[The remainder of the fifth book and the beginning of the sixth, recounting
Sejanus’ marriage and fall and covering a space of nearly three years,
are lost. Newer editions of Tacitus mark the division between the
fifth and sixth books at this point rather than at the end of section
11; but references are regularly made to the older numbering, and
so it has been retained here. The beginning of section 6 is obviously
fragmentary.]

…. forty-four speeches were delivered on this subject, a few of
which were prompted by fear, most by the habit of flattery…

“There is now a change of fortune, and even he who chose Sejanus to
be his colleague and his son-in-law excuses his error. As for the
rest, the man whom they encouraged by shameful baseness, they now
wickedly revile. Which is the most pitiable, to be accused for friendship’s
sake or to have to accuse a friend, I cannot decide. I will not put
any man’s cruelty or compassion to the test, but, while I am free
and have a clear conscience, I will anticipate peril. I implore you
to cherish my memory with joy rather than with sorrow, numbering me
too with those who by noble death have fled from the miseries of our
country.”

Then detaining those of his friends who were minded to stay with him
and converse, or, if otherwise, dismissing them, he thus spent part
of the day, and with a numerous circle yet round him, all gazing on
his fearless face, and imagining that there was still time to elapse
before the last scene, he fell on a sword which he had concealed in
his robe. The emperor did not pursue him after his death with either
accusation or reproach, although he had heaped a number of foul charges
on Blaesus.

Next were discussed the cases of Publius Vitellius and Pomponius Secundus.
The first was charged by his accusers with having offered the keys
of the treasury, of which he was prefect, and the military chest in
aid of a revolution. Against the latter, Considius, an ex-praetor,
alleged intimacy with Aelius Gallus, who, after the punishment of
Sejanus, had fled to the gardens of Pomponius, as his safest refuge.
They had no resource in their peril but in the courageous firmness
of their brothers who became their sureties. Soon, after several adjournments,
Vitellius, weary alike of hope and fear, asked for a penknife, avowedly,
for his literary pursuits, and inflicted a slight wound in his veins,
and died at last of a broken heart. Pomponius, a man of refined manners
and brilliant genius, bore his adverse fortune with resignation, and
outlived Tiberius.

It was next decided to punish the remaining children of Sejanus, though
the fury of the populace was subsiding, and people generally had been
appeased by the previous executions. Accordingly they were carried
off to prison, the boy, aware of his impending doom, and the little
girl, who was so unconscious that she continually asked what was her
offence, and whither she was being dragged, saying that she would
do so no more, and a childish chastisement was enough for her correction.
Historians of the time tell us that, as there was no precedent for
the capital punishment of a virgin, she was violated by the executioner,
with the rope on her neck. Then they were strangled and their bodies,
mere children as they were, were flung down the Gemoniae.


• [Task to complete] Your answer should be the lines of the data below that contain "polity".

• [Input material]

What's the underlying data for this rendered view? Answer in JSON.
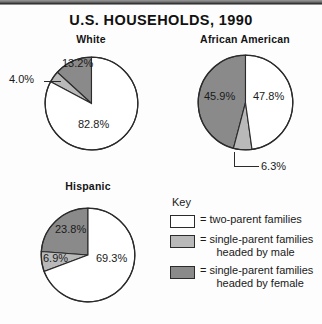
{
  "figure": {
    "title": "U.S. HOUSEHOLDS, 1990"
  },
  "colors": {
    "two_parent": "#ffffff",
    "single_male": "#b9b9b9",
    "single_female": "#8a8a8a",
    "outline": "#2b2b2b",
    "text": "#1a1a1a"
  },
  "key": {
    "heading": "Key",
    "equals": "=",
    "items": [
      {
        "swatch": "two-parent-swatch",
        "color": "#ffffff",
        "label_line1": "two-parent families",
        "label_line2": ""
      },
      {
        "swatch": "single-parent-male-swatch",
        "color": "#b9b9b9",
        "label_line1": "single-parent families",
        "label_line2": "headed by male"
      },
      {
        "swatch": "single-parent-female-swatch",
        "color": "#8a8a8a",
        "label_line1": "single-parent families",
        "label_line2": "headed by female"
      }
    ]
  },
  "chart_data": {
    "type": "pie",
    "title": "U.S. HOUSEHOLDS, 1990",
    "legend_position": "bottom-right",
    "legend": [
      "two-parent families",
      "single-parent families headed by male",
      "single-parent families headed by female"
    ],
    "charts": [
      {
        "name": "White",
        "categories": [
          "two-parent families",
          "single-parent families headed by male",
          "single-parent families headed by female"
        ],
        "values": [
          82.8,
          4.0,
          13.2
        ],
        "labels": [
          "82.8%",
          "4.0%",
          "13.2%"
        ]
      },
      {
        "name": "African American",
        "categories": [
          "two-parent families",
          "single-parent families headed by male",
          "single-parent families headed by female"
        ],
        "values": [
          47.8,
          6.3,
          45.9
        ],
        "labels": [
          "47.8%",
          "6.3%",
          "45.9%"
        ]
      },
      {
        "name": "Hispanic",
        "categories": [
          "two-parent families",
          "single-parent families headed by male",
          "single-parent families headed by female"
        ],
        "values": [
          69.3,
          6.9,
          23.8
        ],
        "labels": [
          "69.3%",
          "6.9%",
          "23.8%"
        ]
      }
    ]
  }
}
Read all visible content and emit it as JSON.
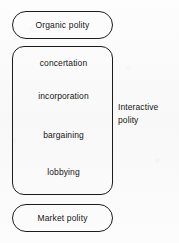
{
  "diagram": {
    "background_color": "#fbfbfb",
    "stroke_color": "#1c1c1c",
    "text_color": "#141414",
    "top_node": {
      "label": "Organic polity",
      "shape": "pill"
    },
    "bottom_node": {
      "label": "Market polity",
      "shape": "pill"
    },
    "center_box": {
      "shape": "rounded-rectangle",
      "items": [
        {
          "label": "concertation"
        },
        {
          "label": "incorporation"
        },
        {
          "label": "bargaining"
        },
        {
          "label": "lobbying"
        }
      ]
    },
    "side_caption": {
      "line1": "Interactive",
      "line2": "polity"
    }
  }
}
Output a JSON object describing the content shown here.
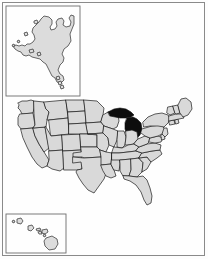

• [Result for this exercise]
      "label": "Organic polity",
      "label": "Market polity",
      "line2": "polity"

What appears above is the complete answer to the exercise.